🤖 AI Summary
Modeling non-conservative dynamical systems without velocity or momentum measurements remains challenging due to the difficulty of enforcing physical consistency in learned dynamics. Method: We propose the Non-Conservative Hamiltonian Gaussian Process (NCHGP) framework, which integrates Hamiltonian structure with Gaussian processes and incorporates an energy-conservation prior. It employs full Bayesian inference to jointly estimate latent states and heterogeneous hyperparameters, and leverages a low-rank approximation for scalable training and principled uncertainty quantification. Contribution/Results: To our knowledge, NCHGP is the first method enabling Hamiltonian-structured Bayesian modeling solely from input–output data—without requiring momentum observations.
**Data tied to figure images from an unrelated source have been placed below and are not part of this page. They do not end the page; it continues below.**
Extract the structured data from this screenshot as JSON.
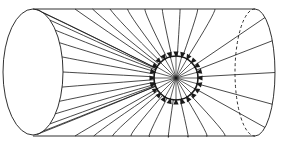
{
  "diagram": {
    "title": "",
    "colors": {
      "stroke": "#1a1a1a",
      "background": "#ffffff"
    },
    "cylinder": {
      "left_ellipse": {
        "cx": 33,
        "cy": 72,
        "rx": 30,
        "ry": 63
      },
      "top_y": 9,
      "bottom_y": 136,
      "right_x": 255,
      "right_cap_rx": 20,
      "back_dashed_x": 232
    },
    "sink": {
      "cx": 176,
      "cy": 78,
      "r": 22,
      "arrow_count": 24,
      "radial_line_count": 24
    },
    "left_field_line_count": 13,
    "top_field_line_count": 9,
    "bottom_field_line_count": 9,
    "right_field_line_count": 5
  }
}
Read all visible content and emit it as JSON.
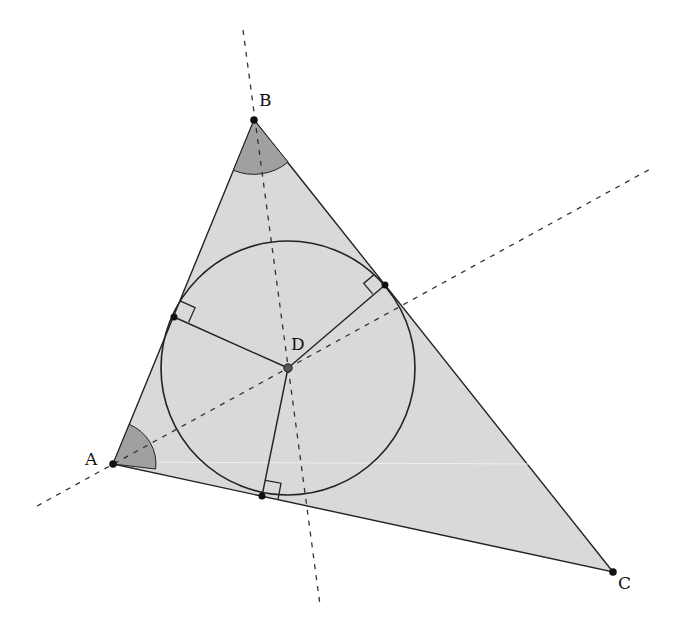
{
  "diagram": {
    "colors": {
      "triangle_fill": "#d9d9d9",
      "angle_fill": "#a0a0a0",
      "stroke": "#222222",
      "dashed": "#333333",
      "background": "#ffffff"
    },
    "points": {
      "A": {
        "label": "A",
        "x": 113,
        "y": 464
      },
      "B": {
        "label": "B",
        "x": 254,
        "y": 120
      },
      "C": {
        "label": "C",
        "x": 613,
        "y": 572
      },
      "D": {
        "label": "D",
        "x": 288,
        "y": 368
      }
    },
    "tangent_points": [
      {
        "name": "on-AB",
        "x": 174,
        "y": 317
      },
      {
        "name": "on-BC",
        "x": 385,
        "y": 285
      },
      {
        "name": "on-AC",
        "x": 262,
        "y": 496
      }
    ],
    "incircle": {
      "cx": 288,
      "cy": 368,
      "r": 127
    },
    "bisectors": [
      {
        "name": "bisector-B",
        "x1": 243,
        "y1": 30,
        "x2": 320,
        "y2": 605
      },
      {
        "name": "bisector-A",
        "x1": 37,
        "y1": 506,
        "x2": 652,
        "y2": 168
      }
    ],
    "marked_angles": [
      "A",
      "B"
    ],
    "right_angle_marks": 3
  }
}
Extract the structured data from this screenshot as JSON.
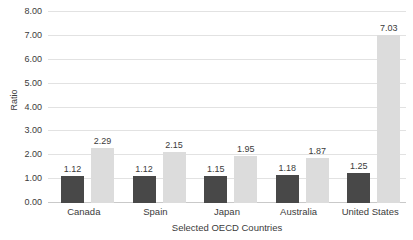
{
  "chart_data": {
    "type": "bar",
    "title": "",
    "subtitle": "",
    "xlabel": "Selected OECD Countries",
    "ylabel": "Ratio",
    "categories": [
      "Canada",
      "Spain",
      "Japan",
      "Australia",
      "United States"
    ],
    "series": [
      {
        "name": "series-1",
        "color": "#484848",
        "values": [
          1.12,
          1.12,
          1.15,
          1.18,
          1.25
        ],
        "labels": [
          "1.12",
          "1.12",
          "1.15",
          "1.18",
          "1.25"
        ]
      },
      {
        "name": "series-2",
        "color": "#dcdcdc",
        "values": [
          2.29,
          2.15,
          1.95,
          1.87,
          7.03
        ],
        "labels": [
          "2.29",
          "2.15",
          "1.95",
          "1.87",
          "7.03"
        ]
      }
    ],
    "ylim": [
      0,
      8
    ],
    "ytick_values": [
      0,
      1,
      2,
      3,
      4,
      5,
      6,
      7,
      8
    ],
    "ytick_labels": [
      "0.00",
      "1.00",
      "2.00",
      "3.00",
      "4.00",
      "5.00",
      "6.00",
      "7.00",
      "8.00"
    ],
    "grid": true,
    "grid_color": "#e2e2e2",
    "legend": false,
    "legend_position": "none",
    "background_color": "#ffffff",
    "data_labels_shown": true
  }
}
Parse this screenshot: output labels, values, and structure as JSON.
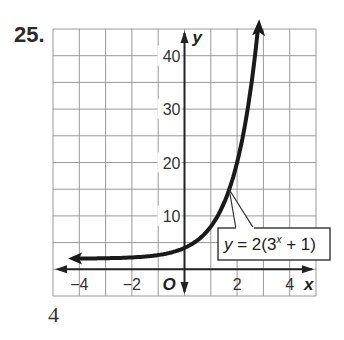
{
  "problem": {
    "number": "25.",
    "footer": "4"
  },
  "chart_data": {
    "type": "line",
    "title": "",
    "function": "y = 2(3^x + 1)",
    "label": {
      "y": "y",
      "equals": "=",
      "rhs_prefix": "2(3",
      "superscript": "x",
      "rhs_suffix": " + 1)"
    },
    "xlabel": "x",
    "ylabel": "y",
    "origin_label": "O",
    "xlim": [
      -5,
      5
    ],
    "ylim": [
      -5,
      45
    ],
    "x_ticks": [
      -4,
      -2,
      2,
      4
    ],
    "x_tick_labels": [
      "−4",
      "−2",
      "2",
      "4"
    ],
    "y_ticks": [
      10,
      20,
      30,
      40
    ],
    "y_tick_labels": [
      "10",
      "20",
      "30",
      "40"
    ],
    "grid": {
      "x_step": 1,
      "y_step": 5,
      "on": true
    },
    "points": [
      {
        "x": -4,
        "y": 2.02
      },
      {
        "x": -3,
        "y": 2.07
      },
      {
        "x": -2,
        "y": 2.22
      },
      {
        "x": -1,
        "y": 2.67
      },
      {
        "x": 0,
        "y": 4
      },
      {
        "x": 1,
        "y": 8
      },
      {
        "x": 2,
        "y": 20
      },
      {
        "x": 2.8,
        "y": 44.8
      }
    ],
    "asymptote": 2,
    "colors": {
      "curve": "#1a1a1a",
      "grid": "#9a9a9a",
      "axes": "#222222"
    }
  }
}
Experiments on nonlinear systems demonstrate substantial improvements in modeling accuracy and uncertainty calibration over state-of-the-art alternatives that rely on momentum measurements, while achieving superior robustness and data efficiency.
📝 Abstract
Embedding non-restrictive prior knowledge, such as energy conservation laws, in learning-based approaches is a key motive to construct physically consistent models from limited data, relevant for, e.g., model-based control. Recent work incorporates Hamiltonian dynamics into Gaussian Process (GP) regression to obtain uncertainty-quantifying models that adhere to the underlying physical principles. However, these works rely on velocity or momentum data, which is rarely available in practice. In this paper, we consider dynamics learning with non-conservative Hamiltonian GPs, and address the more realistic problem setting of learning from input-output data. We provide a fully Bayesian scheme for estimating probability densities of unknown hidden states, of GP hyperparameters, as well as of structural hyperparameters, such as damping coefficients. Considering the computational complexity of GPs, we take advantage of a reduced-rank GP approximation and leverage its properties for computationally efficient prediction and training. The proposed method is evaluated in a nonlinear simulation case study and compared to a state-of-the-art approach that relies on momentum measurements.